→ **RAW DATA**
::::::::

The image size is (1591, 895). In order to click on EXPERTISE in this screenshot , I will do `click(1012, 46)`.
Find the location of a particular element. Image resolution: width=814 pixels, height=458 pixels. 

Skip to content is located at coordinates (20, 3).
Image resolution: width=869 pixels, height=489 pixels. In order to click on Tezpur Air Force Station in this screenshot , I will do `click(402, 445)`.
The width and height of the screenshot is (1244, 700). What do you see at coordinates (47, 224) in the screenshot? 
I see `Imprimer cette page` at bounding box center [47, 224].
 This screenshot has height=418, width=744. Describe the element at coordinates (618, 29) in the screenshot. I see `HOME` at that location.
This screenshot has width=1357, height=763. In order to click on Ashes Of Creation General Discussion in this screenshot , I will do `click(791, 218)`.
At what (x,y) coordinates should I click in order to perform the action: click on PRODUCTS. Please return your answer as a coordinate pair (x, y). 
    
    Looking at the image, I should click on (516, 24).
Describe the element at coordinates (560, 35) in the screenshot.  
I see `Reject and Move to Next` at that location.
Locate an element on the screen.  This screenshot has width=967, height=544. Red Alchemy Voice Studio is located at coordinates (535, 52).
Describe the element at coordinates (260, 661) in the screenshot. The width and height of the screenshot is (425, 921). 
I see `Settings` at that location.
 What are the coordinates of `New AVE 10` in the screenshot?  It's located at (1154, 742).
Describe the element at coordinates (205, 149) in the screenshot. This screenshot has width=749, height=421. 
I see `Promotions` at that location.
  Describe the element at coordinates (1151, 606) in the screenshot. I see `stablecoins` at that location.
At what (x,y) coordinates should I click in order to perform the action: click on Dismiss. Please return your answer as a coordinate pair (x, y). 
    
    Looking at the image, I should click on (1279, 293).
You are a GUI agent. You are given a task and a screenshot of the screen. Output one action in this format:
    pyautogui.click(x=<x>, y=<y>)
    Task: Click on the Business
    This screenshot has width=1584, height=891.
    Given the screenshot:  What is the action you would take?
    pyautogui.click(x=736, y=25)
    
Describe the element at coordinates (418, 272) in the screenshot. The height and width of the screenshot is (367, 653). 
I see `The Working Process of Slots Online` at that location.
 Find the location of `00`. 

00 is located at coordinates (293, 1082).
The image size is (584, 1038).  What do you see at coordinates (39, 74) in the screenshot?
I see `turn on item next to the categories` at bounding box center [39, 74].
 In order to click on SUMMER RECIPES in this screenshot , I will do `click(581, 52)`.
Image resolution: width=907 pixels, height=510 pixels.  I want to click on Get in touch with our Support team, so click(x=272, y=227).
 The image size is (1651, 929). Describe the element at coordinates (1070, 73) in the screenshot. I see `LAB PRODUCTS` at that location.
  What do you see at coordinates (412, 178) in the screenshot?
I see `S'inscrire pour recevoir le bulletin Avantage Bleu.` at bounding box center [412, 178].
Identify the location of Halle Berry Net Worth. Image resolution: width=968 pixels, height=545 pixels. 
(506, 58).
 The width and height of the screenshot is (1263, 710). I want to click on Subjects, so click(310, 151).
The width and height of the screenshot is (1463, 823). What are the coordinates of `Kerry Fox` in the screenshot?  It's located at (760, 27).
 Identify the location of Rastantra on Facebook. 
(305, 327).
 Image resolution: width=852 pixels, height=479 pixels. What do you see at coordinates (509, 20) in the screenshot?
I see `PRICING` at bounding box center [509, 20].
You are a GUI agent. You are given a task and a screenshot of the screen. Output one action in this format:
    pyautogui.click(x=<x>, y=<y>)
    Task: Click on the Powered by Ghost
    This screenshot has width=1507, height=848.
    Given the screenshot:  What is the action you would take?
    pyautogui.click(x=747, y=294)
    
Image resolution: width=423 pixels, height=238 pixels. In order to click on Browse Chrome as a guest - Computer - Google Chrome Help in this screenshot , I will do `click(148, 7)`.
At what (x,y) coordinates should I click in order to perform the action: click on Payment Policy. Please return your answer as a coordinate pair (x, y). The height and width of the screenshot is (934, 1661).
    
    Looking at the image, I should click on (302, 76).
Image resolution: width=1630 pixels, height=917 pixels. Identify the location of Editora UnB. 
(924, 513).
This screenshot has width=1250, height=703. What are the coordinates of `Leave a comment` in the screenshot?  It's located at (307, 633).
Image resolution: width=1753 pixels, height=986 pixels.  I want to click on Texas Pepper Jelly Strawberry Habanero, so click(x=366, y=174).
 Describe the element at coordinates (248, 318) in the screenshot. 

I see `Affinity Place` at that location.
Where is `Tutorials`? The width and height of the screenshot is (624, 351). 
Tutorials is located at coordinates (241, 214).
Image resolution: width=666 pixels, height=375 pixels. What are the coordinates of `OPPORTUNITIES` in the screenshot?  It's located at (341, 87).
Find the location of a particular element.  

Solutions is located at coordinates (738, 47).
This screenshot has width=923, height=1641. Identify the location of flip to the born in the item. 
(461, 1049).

::::::::

→ **TASK GOAL**
Nothing in the listing may be changed; retype it all exactly.

→ **THE COMPLETED TASK**
The image size is (1591, 895). In order to click on EXPERTISE in this screenshot , I will do `click(1012, 46)`.
Find the location of a particular element. Image resolution: width=814 pixels, height=458 pixels. 

Skip to content is located at coordinates (20, 3).
Image resolution: width=869 pixels, height=489 pixels. In order to click on Tezpur Air Force Station in this screenshot , I will do `click(402, 445)`.
The width and height of the screenshot is (1244, 700). What do you see at coordinates (47, 224) in the screenshot? 
I see `Imprimer cette page` at bounding box center [47, 224].
 This screenshot has height=418, width=744. Describe the element at coordinates (618, 29) in the screenshot. I see `HOME` at that location.
This screenshot has width=1357, height=763. In order to click on Ashes Of Creation General Discussion in this screenshot , I will do `click(791, 218)`.
At what (x,y) coordinates should I click in order to perform the action: click on PRODUCTS. Please return your answer as a coordinate pair (x, y). 
    
    Looking at the image, I should click on (516, 24).
Describe the element at coordinates (560, 35) in the screenshot.  
I see `Reject and Move to Next` at that location.
Locate an element on the screen.  This screenshot has width=967, height=544. Red Alchemy Voice Studio is located at coordinates (535, 52).
Describe the element at coordinates (260, 661) in the screenshot. The width and height of the screenshot is (425, 921). 
I see `Settings` at that location.
 What are the coordinates of `New AVE 10` in the screenshot?  It's located at (1154, 742).
Describe the element at coordinates (205, 149) in the screenshot. This screenshot has width=749, height=421. 
I see `Promotions` at that location.
  Describe the element at coordinates (1151, 606) in the screenshot. I see `stablecoins` at that location.
At what (x,y) coordinates should I click in order to perform the action: click on Dismiss. Please return your answer as a coordinate pair (x, y). 
    
    Looking at the image, I should click on (1279, 293).
You are a GUI agent. You are given a task and a screenshot of the screen. Output one action in this format:
    pyautogui.click(x=<x>, y=<y>)
    Task: Click on the Business
    This screenshot has width=1584, height=891.
    Given the screenshot:  What is the action you would take?
    pyautogui.click(x=736, y=25)
    
Describe the element at coordinates (418, 272) in the screenshot. The height and width of the screenshot is (367, 653). 
I see `The Working Process of Slots Online` at that location.
 Find the location of `00`. 

00 is located at coordinates (293, 1082).
The image size is (584, 1038).  What do you see at coordinates (39, 74) in the screenshot?
I see `turn on item next to the categories` at bounding box center [39, 74].
 In order to click on SUMMER RECIPES in this screenshot , I will do `click(581, 52)`.
Image resolution: width=907 pixels, height=510 pixels.  I want to click on Get in touch with our Support team, so click(x=272, y=227).
 The image size is (1651, 929). Describe the element at coordinates (1070, 73) in the screenshot. I see `LAB PRODUCTS` at that location.
  What do you see at coordinates (412, 178) in the screenshot?
I see `S'inscrire pour recevoir le bulletin Avantage Bleu.` at bounding box center [412, 178].
Identify the location of Halle Berry Net Worth. Image resolution: width=968 pixels, height=545 pixels. 
(506, 58).
 The width and height of the screenshot is (1263, 710). I want to click on Subjects, so click(310, 151).
The width and height of the screenshot is (1463, 823). What are the coordinates of `Kerry Fox` in the screenshot?  It's located at (760, 27).
 Identify the location of Rastantra on Facebook. 
(305, 327).
 Image resolution: width=852 pixels, height=479 pixels. What do you see at coordinates (509, 20) in the screenshot?
I see `PRICING` at bounding box center [509, 20].
You are a GUI agent. You are given a task and a screenshot of the screen. Output one action in this format:
    pyautogui.click(x=<x>, y=<y>)
    Task: Click on the Powered by Ghost
    This screenshot has width=1507, height=848.
    Given the screenshot:  What is the action you would take?
    pyautogui.click(x=747, y=294)
    
Image resolution: width=423 pixels, height=238 pixels. In order to click on Browse Chrome as a guest - Computer - Google Chrome Help in this screenshot , I will do `click(148, 7)`.
At what (x,y) coordinates should I click in order to perform the action: click on Payment Policy. Please return your answer as a coordinate pair (x, y). The height and width of the screenshot is (934, 1661).
    
    Looking at the image, I should click on (302, 76).
Image resolution: width=1630 pixels, height=917 pixels. Identify the location of Editora UnB. 
(924, 513).
This screenshot has width=1250, height=703. What are the coordinates of `Leave a comment` in the screenshot?  It's located at (307, 633).
Image resolution: width=1753 pixels, height=986 pixels.  I want to click on Texas Pepper Jelly Strawberry Habanero, so click(x=366, y=174).
 Describe the element at coordinates (248, 318) in the screenshot. 

I see `Affinity Place` at that location.
Where is `Tutorials`? The width and height of the screenshot is (624, 351). 
Tutorials is located at coordinates (241, 214).
Image resolution: width=666 pixels, height=375 pixels. What are the coordinates of `OPPORTUNITIES` in the screenshot?  It's located at (341, 87).
Find the location of a particular element.  

Solutions is located at coordinates (738, 47).
This screenshot has width=923, height=1641. Identify the location of flip to the born in the item. 
(461, 1049).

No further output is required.